2. The Oceans
4.5 billion years ago the proto earth was still a seething mass of dust and gas. There probably was a lot of water mixed in because hydrogen is the most common element in space and oxygen is the third most common. (Helium is second). Then, a mere 30 million years later disaster struck big time. A proto-planet the size of Mars rammed into earth, smashing debris into space that later coalesced to form our moon. Any water that had existed near the surface would have been blown away in the blast. So was the atmosphere.
We know that water exists in surprising places. In 2015 the Cassini spacecraft spotted water vapour and frozen particles erupting from the south pole of Enceladus[1], one of Saturn's many moons.
One theory has it that planet earth's oceans came from comets or asteroids that rocketed down after the moon coalesced. Early on, there were an awful lot of icy bodies banging around the solar system. The gravity of the large gas giants that were evolving had a tendency to fling smaller bodies such as asteroids and meteorites from outer, icy orbits onto the rocky planets that were forming closer to the sun. Think of a god bowling in 4d, erratically tossing rocks, gasses and ice at earth and other proto-planets. Sometimes strikes were made. Comets or asteroids? The obvious choice would seem to be comets, with their long icy tails that show up easily even to the naked eye. But that theory ran into trouble when it was discovered in the 1980's and 1990's that the deuterium/hydrogen ratio on observed comets did not match that of earth's oceans. Deuterium is a heavier isotope of hydrogen, and if the oceans were made of comet material the ratios should match.
That leaves asteroids. Or does it? Many asteroids, especially those far out in the solar system, are made of hydrated rocks. Ceres is the largest remaining asteroid in our solar system, at 900 kilometers wide, and probably half of its mass is water. If just five Ceres-size asteroids once collided with earth, all the water in the earth's oceans would be accounted for.
Unfortunately there is a noble argument against this theory. Xenon and argon are called "noble" gases because they are essentially inert. The proportion of these gases in asteroids is different from that found in oceans on earth. They should be similar. A counter argument to the falling-from-the-skies theory has it that the water was there far below the surface right from the start, in the form of separate hydrogen and oxygen molecules and also as hydrated rocks. Over eons this water was pushed to the surface and formed the oceans. Volcanoes puff out water and CO2 even today. Oceans from rocks. Who knew? It's a mystery.

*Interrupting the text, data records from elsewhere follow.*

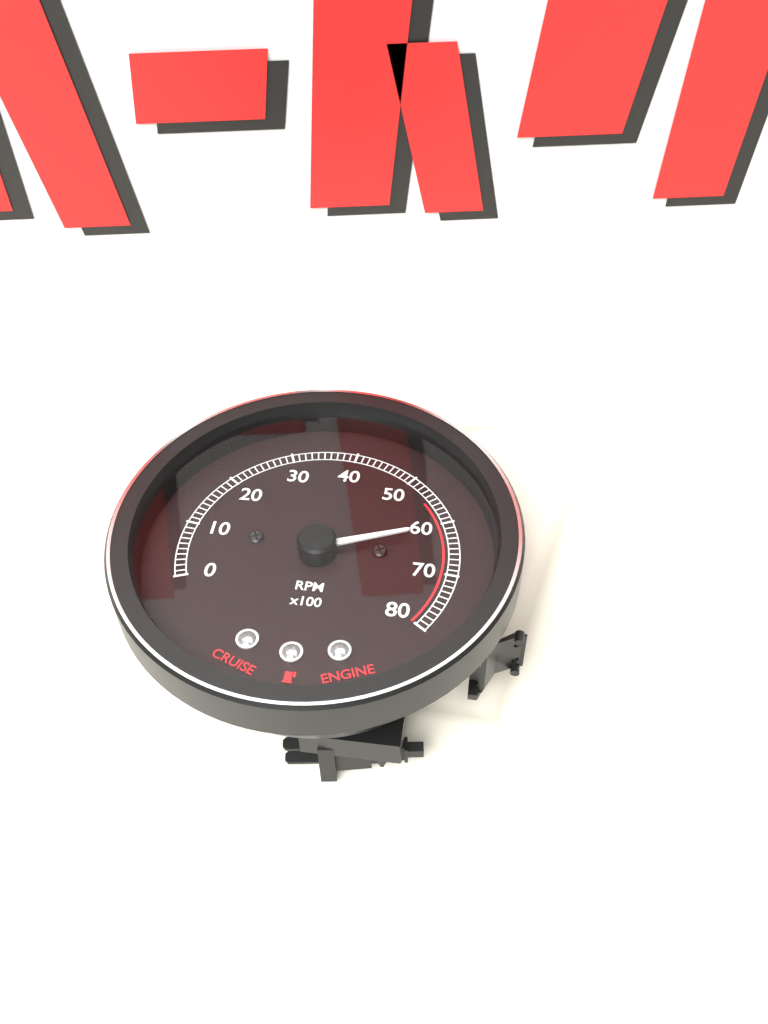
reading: 6100 RPM
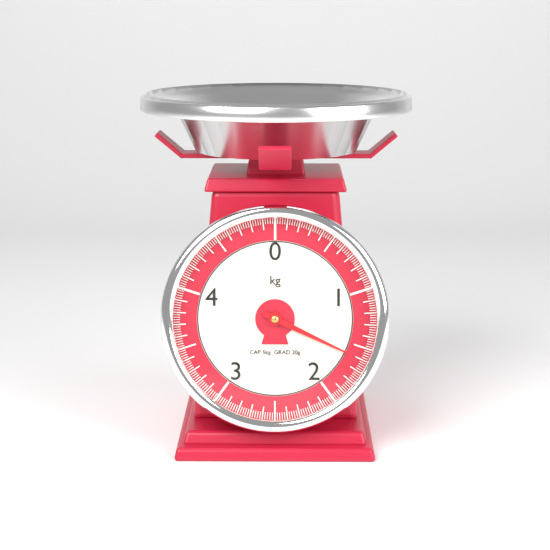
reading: 1.60 kg
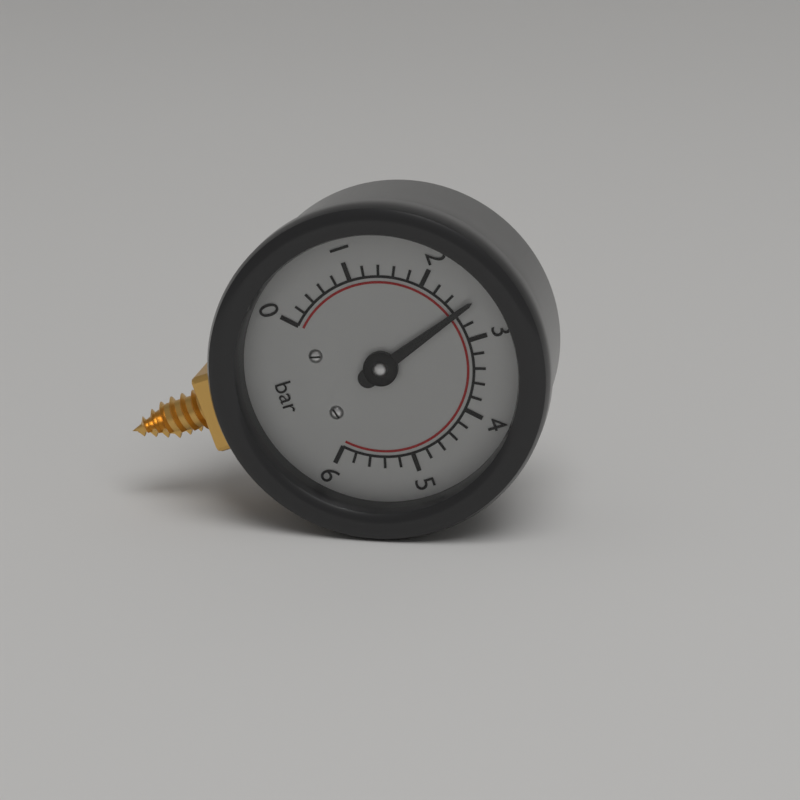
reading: 2.6 bar
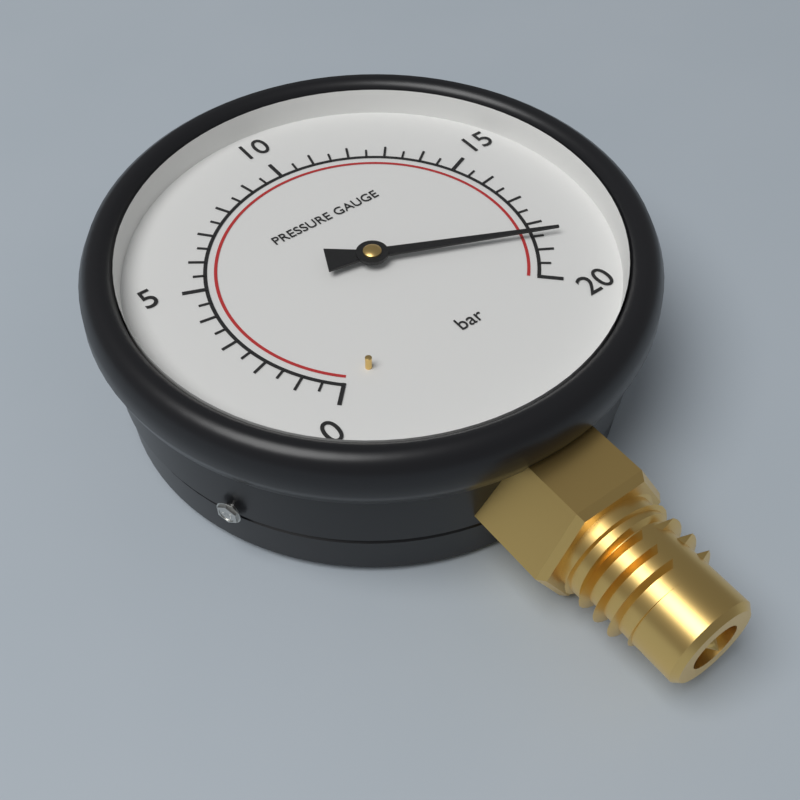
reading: 18.5 bar
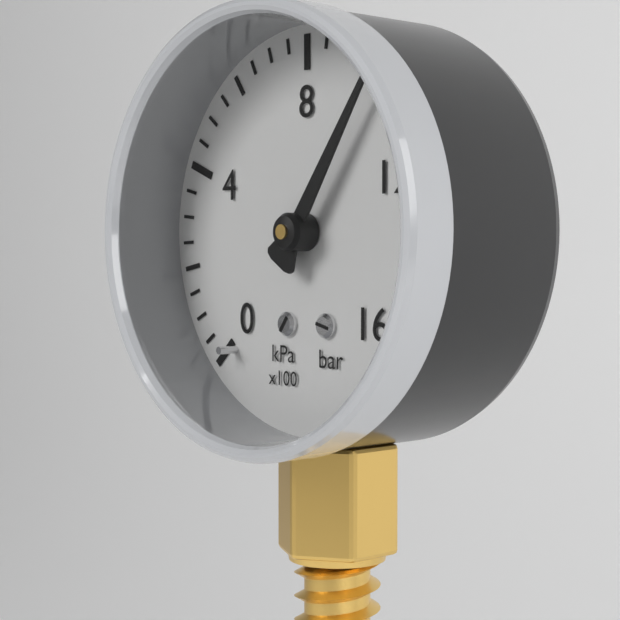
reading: 1000 kPa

An amazing thing -- the oceans that cover roughly 70% of the surface of planet earth seem vast, but compared to the volume of the earth they are extremely tiny. Surprisingly, the earth, including all of its oceans, is 100 times dryer than an old bone. Think of a giant ball with a very thin, increasingly fragile, film of water covering its surface. What a film, though. Life on earth began in the oceans with single-celled prokaryotic cells about 3.8 billion years ago. Half of the oxygen that we breathe came from the oceans. The ocean supports a vast variety of life ranging from tiny marine viruses to giant blue whales, the largest creatures that have ever existed on our planet. Millions of people draw their livelihood from the sea and over a billion depend on the oceans as their primary source of protein.
[1] Enceladus is the sixth-largest moon of Saturn. It is about 500 kilometers (310 mi) in diameter, about a tenth of that of Saturn's largest moon, Titan. Enceladus is mostly covered by fresh, clean ice, making it one of the most reflective bodies of the Solar System.